Things people actually ask
“Bro is PayU really cheaper if I do ₹2 cr/yr?”
Depends on ticket mix. At high order counts and low AOV, Instamojo’s +₹3 dominates; at fewer, larger card/EMI transactions, a negotiated PayU slab can beat rack Instamojo. Email both with your last three months’ PSP report — numbers beat Twitter.
“Do I need to redo my GST invoice template if I switch?”
You’ll at least reconcile series, mention text, and HSN rows; your CA will want a clean handoff month. Not cosmetic — audit trails matter once crossed e-invoice thresholds for your entity type.
“Instamojo international is 5% + ₹3 — is that insane?”
It’s expensive vs a specialised cross-border stack; for occasional NRI purchases, convenience wins. For real international share, separate pricing.
“PayU dashboard ugly = bad gateway?”
Ugly and dated, yes. Irrelevant if your checkout is headless/custom and RM answers on WhatsApp (until it doesn’t — non-enterprise support cycles are the real gripe).
“Can I keep Instamojo links and PayU on site?”
Technically yes, operationally messy — reconciliation, refund ownership, chargeback routing.

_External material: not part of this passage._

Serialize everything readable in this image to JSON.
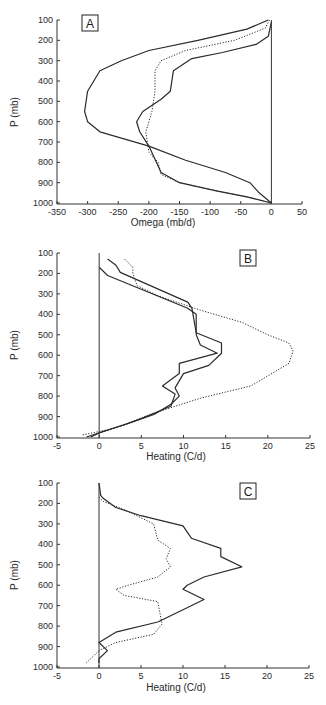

Pick a primary acquirer per surface unless you enjoy Excel as a hobby.
“Settlement delays — Instamojo Reddit rage?”
Some merchants report delays; treat anecdotes as signals to read your contract’s settlement clause and test with real money before migrating payroll dependence.
“Subscriptions for SaaS — which one?”
If dunning, proration, and mandate lifecycle are core product, neither is your forever home without workarounds — PayU is less bad at SI depth; Instamojo is “basic” by its own JSON and by lived reality.
“Who wins on UPI Lite / small-ticket?”
Both ride broad UPI rails; the win is checkout UX + bank routing at your scale, not the logo on the footer — run a controlled A/B with real issuer mix (Friday nights, salary week).
“₹0 setup everywhere — catch?”
KYC time, risk holds, and GST invoice cadence are the hidden “setup”; ₹0 is marketing, existential dread is free.
Final recommendation
For most Indian buyers, the choice between Instamojo and PayU India comes down to pricing model, INR/GST support, and how it fits the rest of your stack. Use the verdict cards above to map your situation to the right pick — and try both free tiers before committing.